7.05.2003

PS: How did that all happen? How did this grassroots thing happen when there was a virtual blackout from the mainstream media.

BM: That’s a great question. You had a lot of people working on it in the margins, and I think that a lot of things came together. I started a group called Free Press; we started that group in December, thinking that we were going to slowly ramp up in two or three years to be a media activist group. Suddenly we’re thrown in the middle of this fight, so we sort of became a serious organizing group right away. Most importantly, I think, was groups like MoveOn, the antiwar group. This is a membership-driven group with over a million people who participate via the internet. And their members during the antiwar drive were so upset by the terrible press coverage in the US news media that when the word got out the FCC was going to give companies like Rupert Murdoch and Clear Channel the right to own a lot more media than they already own, the people flipped out and said, “This is absurd!”That gave a lot of momentum to this drive. People linked up the fact that we’re making lousy policies in support of this war and crappy media coverage, and the media coverage is being provided by a couple of companies that want to increase their power. I think that generated lots of enthusiasm and interest, and a lot of the momentum that opposed the invasion of Iraq went to people who said “OK, let’s nip this thing in the bud and stop having a press system, a media system where this corporate media serves up the government line uncritically to us.”
MoveOn's members during the antiwar drive were so upset by the terrible press coverage in the US news media that, when the word got out the FCC was going to give companies like Rupert Murdoch and Clear Channel the right to own a lot more media than they already own, the people flipped out and said, “This is absurd!”
And I just think the truth of the matter finally dawned on people in a manner it never has before, which is: media are very important to politics in this country. The right-wing has understood this for a long time. Since the 1960s and 1970s, they’ve devoted inordinate influence to making the media more sympathetic to the political right. They understood that once they accomplished that, everything else would fall into place. I think a lot of people realized: they know something we don’t. So I think you’re seeing a lot of minority groups, journalists, who sort of feel that what they’re doing is impossible to do in the commercial environment. Recording artists, musicians, entertainers, directors. People in the kitchen of corporate media see what concentrated ownership has done to their ability to do good work. All these groups said, hey, this issue became a symbol of the problems with media, and they jumped on it.

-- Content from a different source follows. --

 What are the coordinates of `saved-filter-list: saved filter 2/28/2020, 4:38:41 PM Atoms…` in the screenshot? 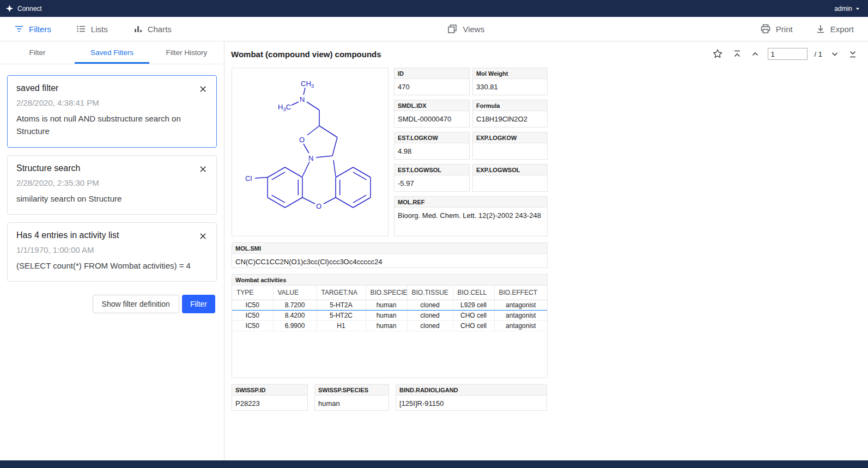 It's located at (112, 173).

Finally, the whole notion of concentrated media is anathema to everyone. That’s why 750,000 people contacted the FCC and the 300- or 400,000 since then who’ve contacted Congress runs 99.99% against letting fewer companies own more media. You could probably find more people who want to put Osama bin Laden on Mt. Rushmore than you can find who want to let fewer media companies own more media in this country. It’s simply a non-starter across the political spectrum. That’s been the corruption of this that’s become transparent, because the arguments on behalf of this are ridiculous and implausible.

PS: It seems that the Left’s tactic with media is related to content: get the protesters out and get coverage. And, while the Right does that too, it seems they’ve been working at the structures that underly media much longer: who gets the licenses, how the spectrum’s divvied up…
You could probably find more people who want to put Osama bin Laden on Mt. Rushmore than you can find who want to let fewer media companies own more media in this country.

I think you’re right. The left hasn’t fought over these policy issues until now. They’ve either not recognized them as serious issues, so they haven’t felt they’ve had a hope, and I think increasingly they’ve seen their leverage in the political culture and the media culture as much less as a result and, absolutely, they’re wising up. You can’t expect to get favorable coverage of an antiwar movement, or even decent coverage of the war, on the radio when one company owns all the stations, like Clear Channel, that’s sponsoring pro-war rallies and its management is completely in bed with the current administration. It’s just unthinkable to ban the Dixie Chicks when they say something critical about the maximum leader. This is simply not going to happen, and people have to wakeup to it.

PS: So, how does this all fit into the conservative values of free market capitalism or neoliberal ideology?

BM: What can be said without trying to get into the motivations—the unspoken motivations, which gets us into a difficult turf of moronic speculation—is that having corporate commercial media is a crucial part of the US global vision for the world. Has been for a long time, but especially since the early 1980s at the dawn of what’s called neoliberalism, under Reagan and Thatcher, and certainly carried on since then by the United States and Britain. This vision of the world is one in which the non-profit, non-commercial sector is small, in which commercial interests run everything, and it’s one in which the idea of media as a commercial enterprise is central, under the belief that, if it’s a commercial enterprise, the chances are very good that the coverage and culture that will emanate from it will be sympathetic to broader commercial interests. And I think that’s true. And that’s why they proposed it and pushed it worldwide.